Abstract

We analyze the optical, UV, and X-ray microlensing variability of the lensed quasar SDSS J0924+ 0219 using six epochs of Chandra data in two energy bands (spanning 0.4-8.0 keV, or 1-20 keV in the quasar rest frame), 10 epochs of F275W (rest-frame 1089 angstrom) Hubble Space Telescope data, and high-cadence R-band (rest-frame 2770 angstrom) monitoring spanning 11 years. Our joint analysis provides robust constraints on the extent of the X-ray continuum emission region and the projected area of the accretion disk. The best-fit half-light radius of the soft X-ray continuum emission region is between 5 x 10(13) and 10(15) cm, and we find an upper limit of 10(15) cm for the hard X-rays. The best-fit soft-band size is about 13 times smaller than the optical size, and roughly 7GM(BH)/c(2) for a 2.8 x 10(8) M-circle dot black hole, similar to the results for other systems. We find that the UV emitting region falls in between the optical and X-ray emitting regions at 10(14) cm < r(1/2,UV) <3x10(15) cm. Finally, the optical size is significantly larger, by 1.5 sigma, than the theoretical thin-disk estimate based on the observed, magnification-corrected I-band flux, suggesting a shallower temperature profile than expected for a standard disk.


» **TASK TO COMPLETE**
All that is needed is the lines from the one containing "Please detect woman in the image." through the end of the listing, printed exactly, with no pictures among them.

==== RECORDS TO PROCESS

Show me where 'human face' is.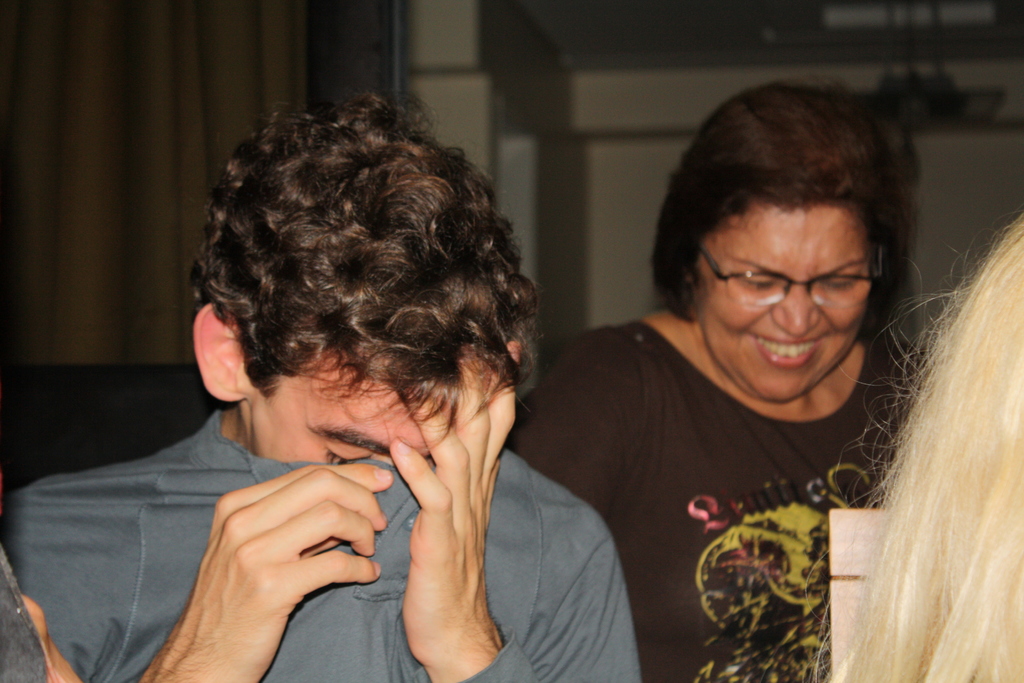
'human face' is at (244, 349, 456, 465).
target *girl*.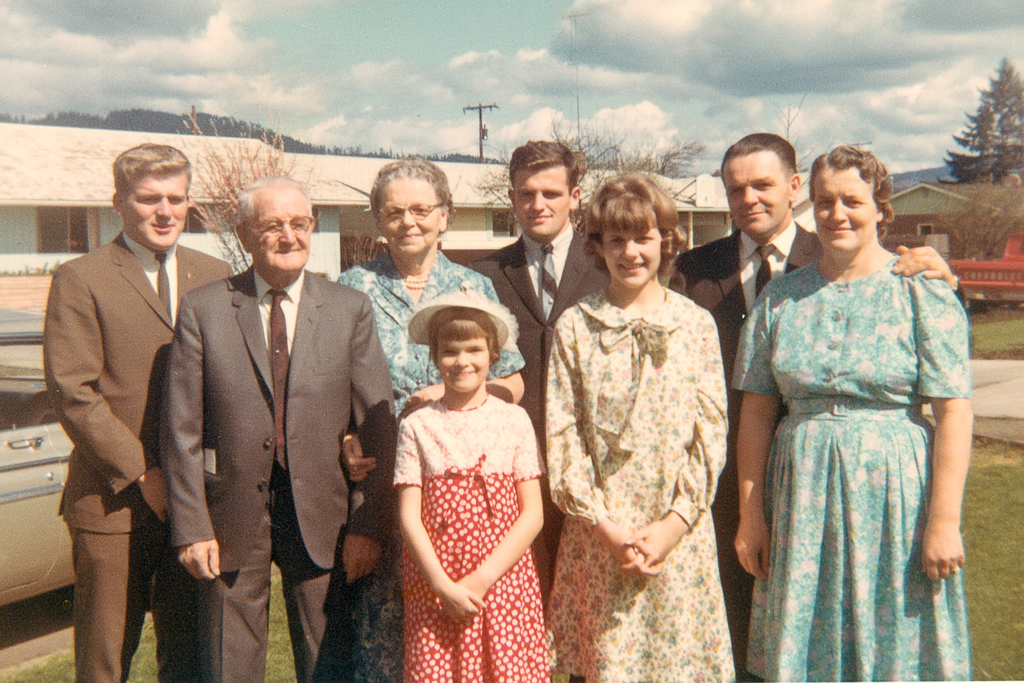
Target region: select_region(543, 177, 737, 682).
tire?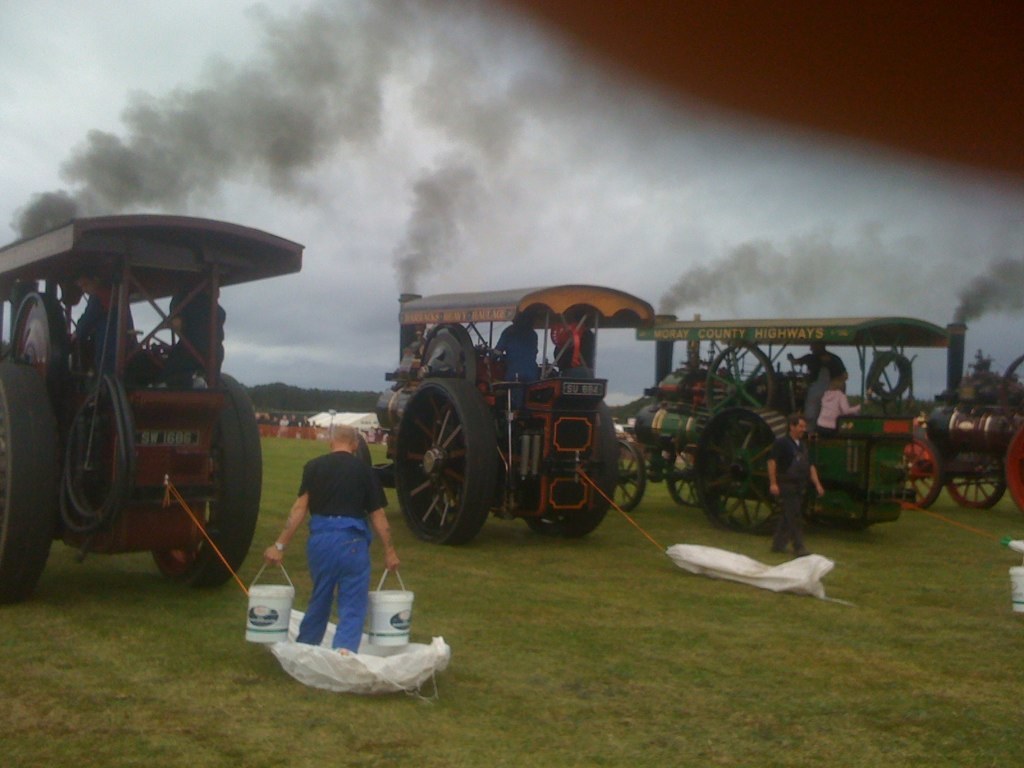
0/361/57/604
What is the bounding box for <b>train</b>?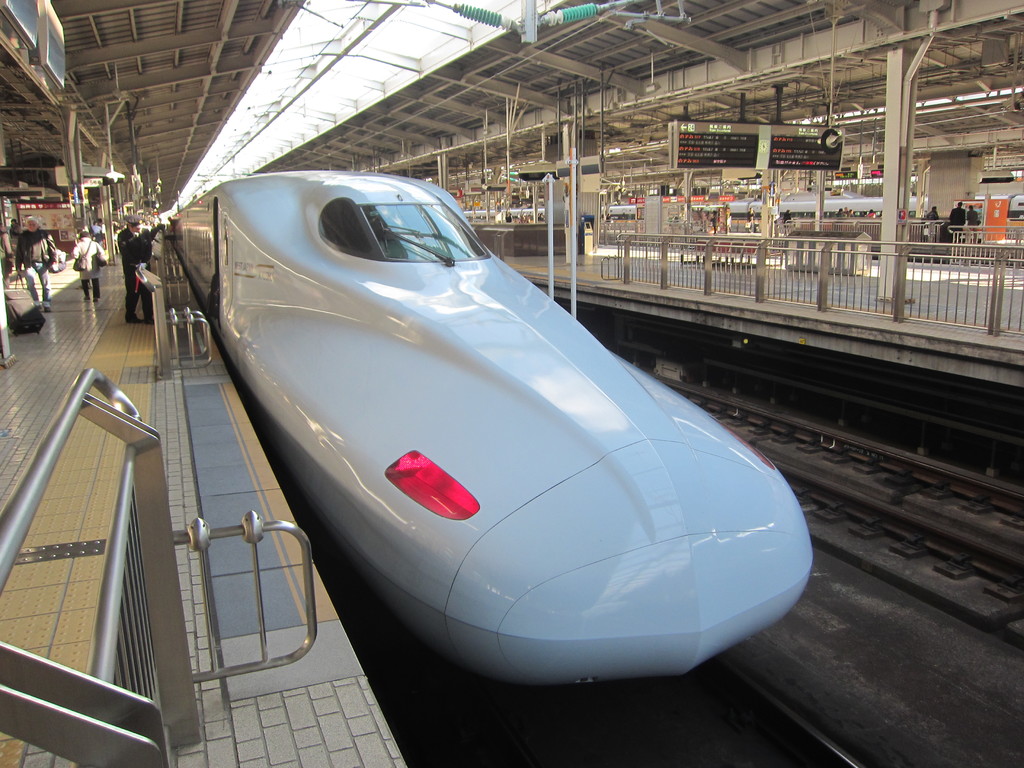
box=[168, 166, 819, 675].
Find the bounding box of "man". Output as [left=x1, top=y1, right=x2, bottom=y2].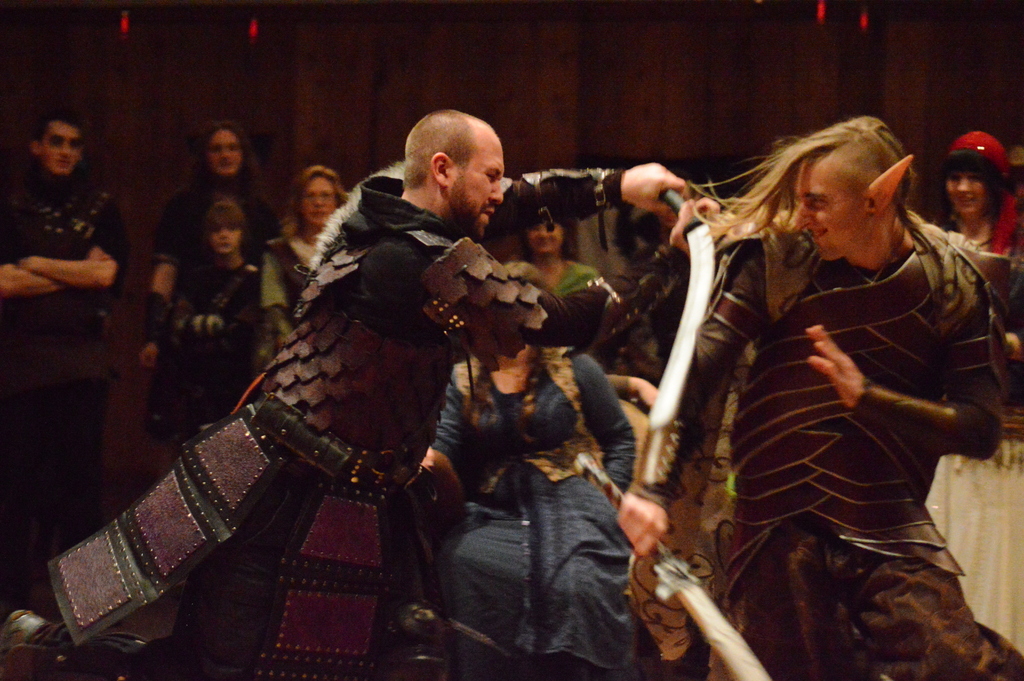
[left=612, top=115, right=1023, bottom=680].
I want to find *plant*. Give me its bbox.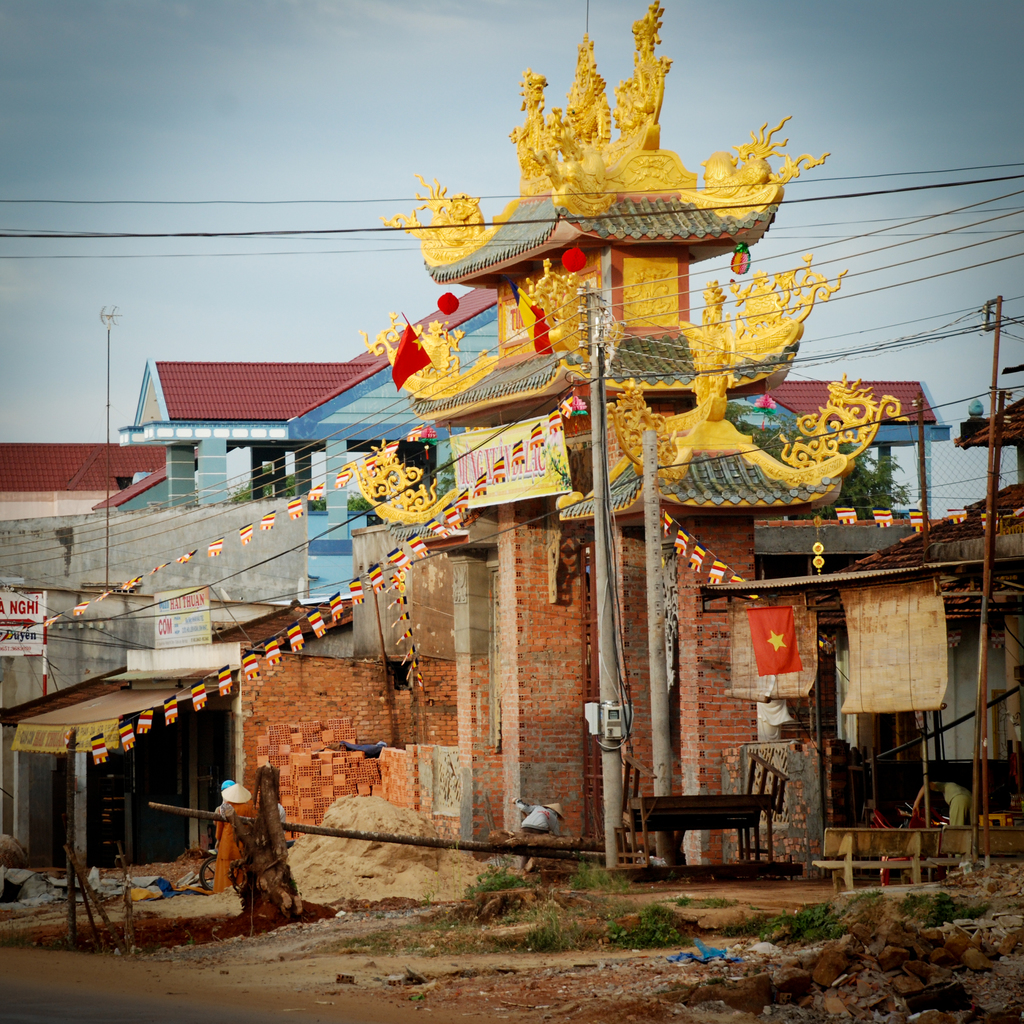
l=905, t=884, r=987, b=930.
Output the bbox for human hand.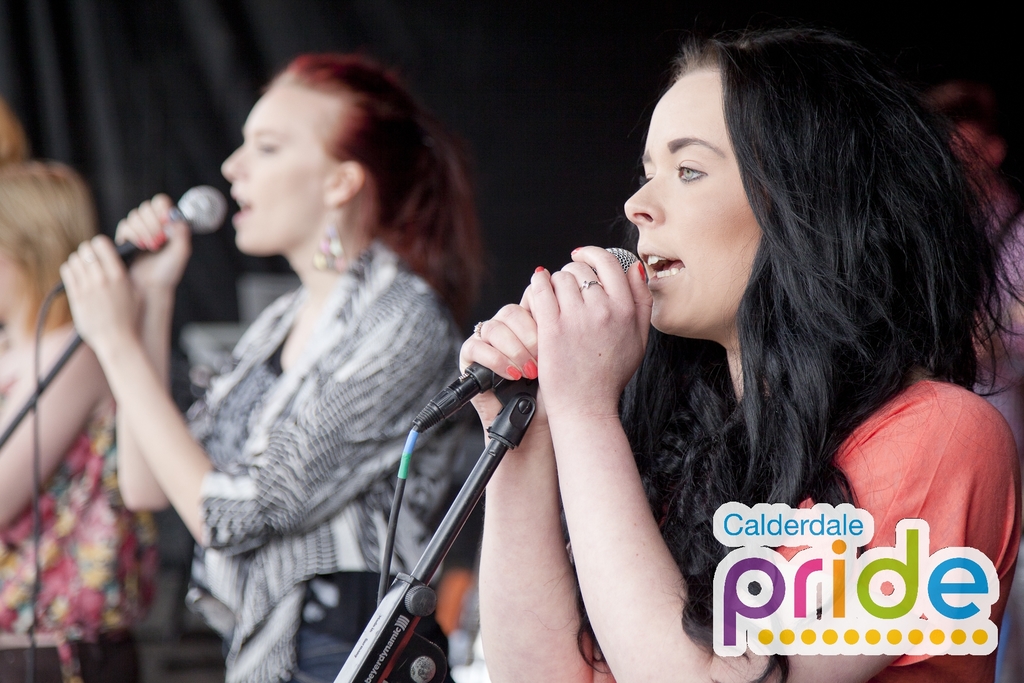
<box>59,231,141,344</box>.
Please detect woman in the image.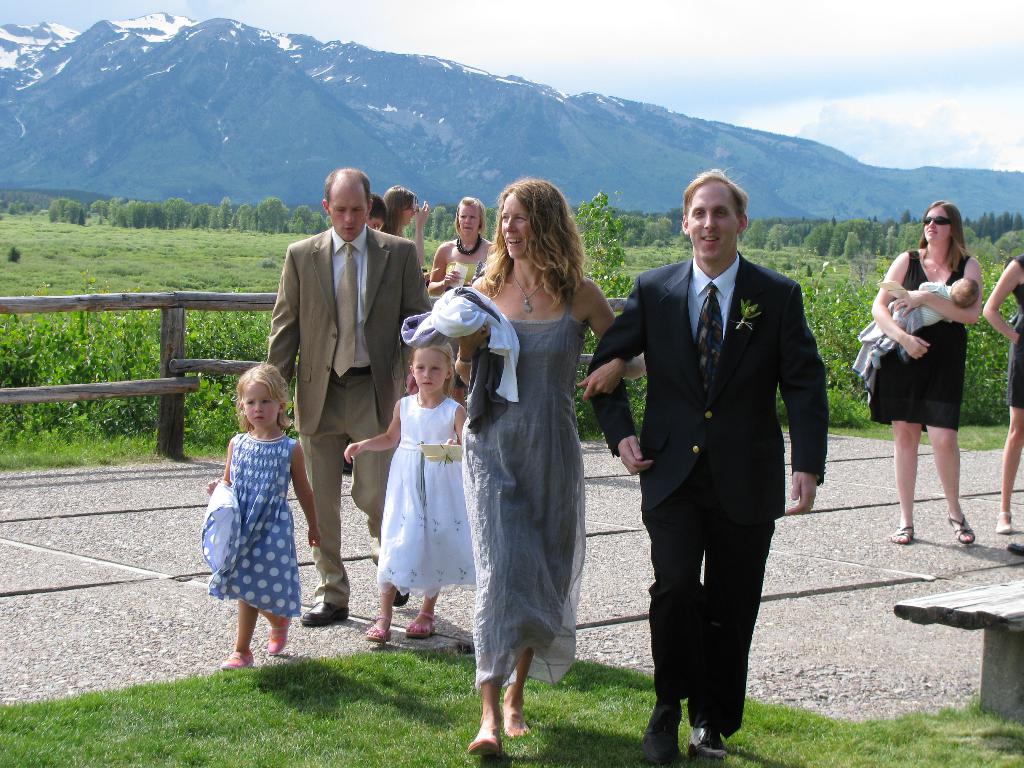
box(870, 198, 984, 545).
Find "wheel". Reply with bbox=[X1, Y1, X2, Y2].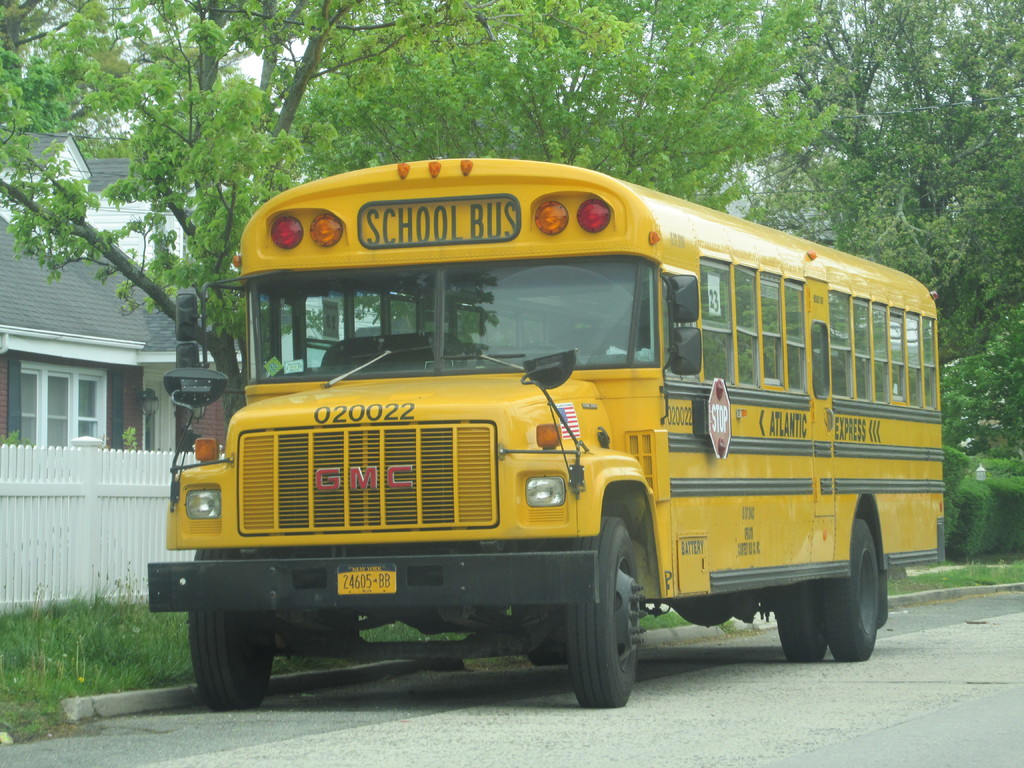
bbox=[566, 512, 649, 708].
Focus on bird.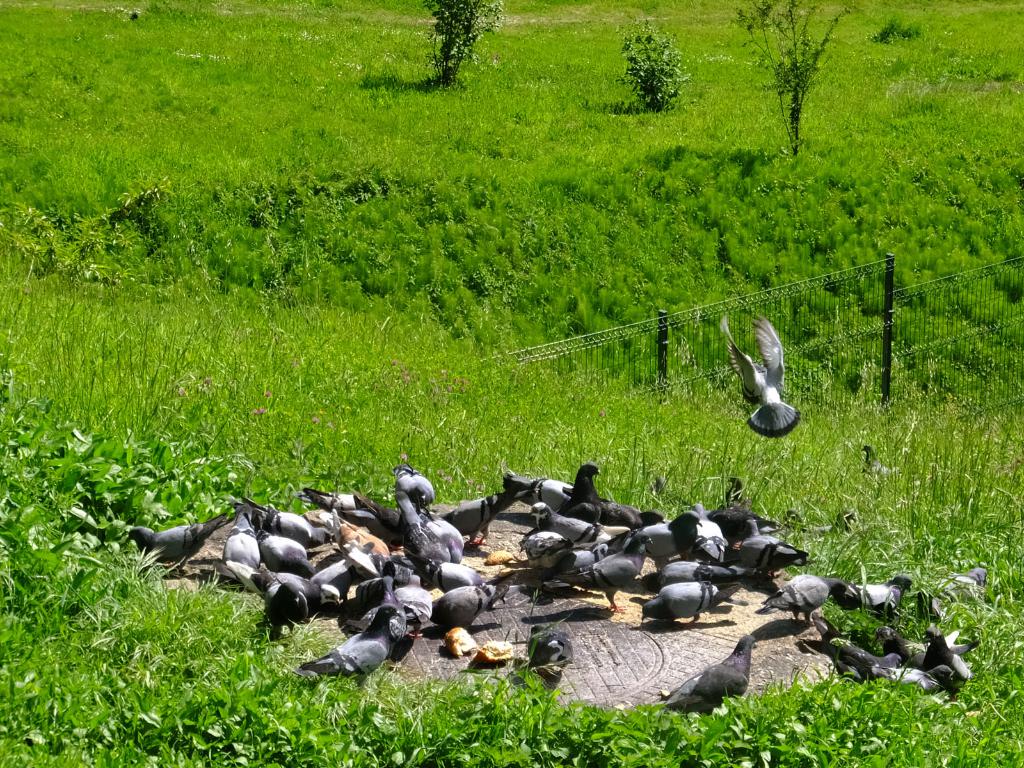
Focused at 718 311 803 436.
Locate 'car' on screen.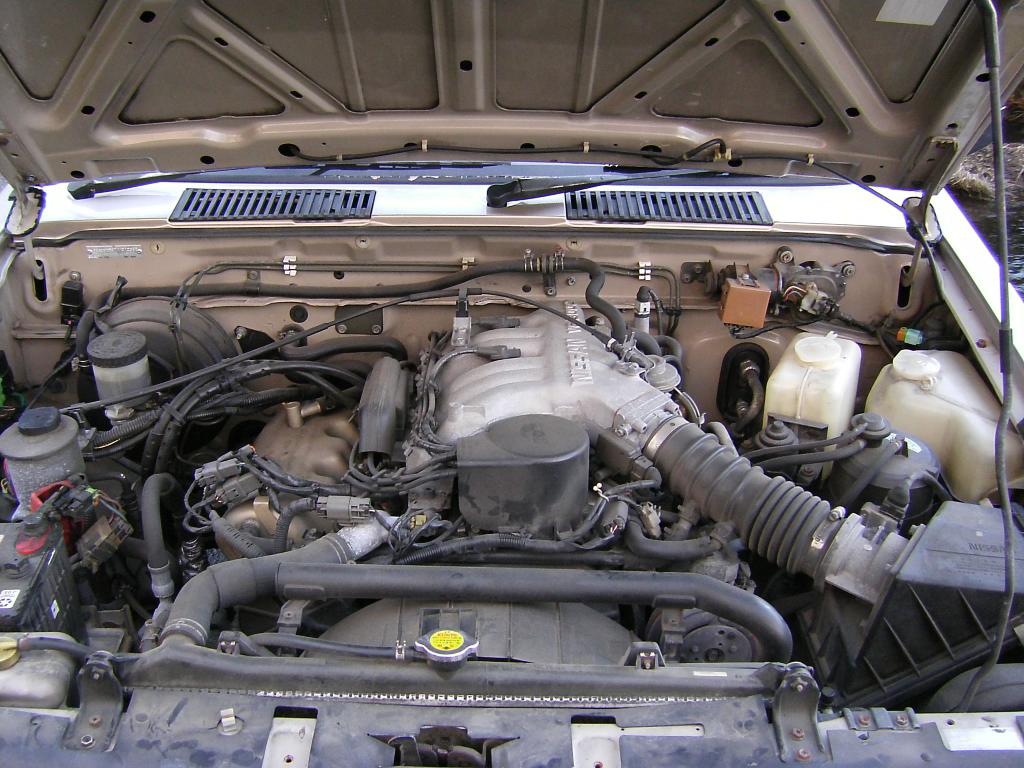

========

» **WRITTEN ANSWER**
Please detect woman in the image.
box(870, 198, 984, 545).
Find "wheel". Reply with bbox=[X1, Y1, X2, Y2].
bbox=[566, 512, 649, 708].
Focus on bird.
Focused at 718 311 803 436.
Locate 'car' on screen.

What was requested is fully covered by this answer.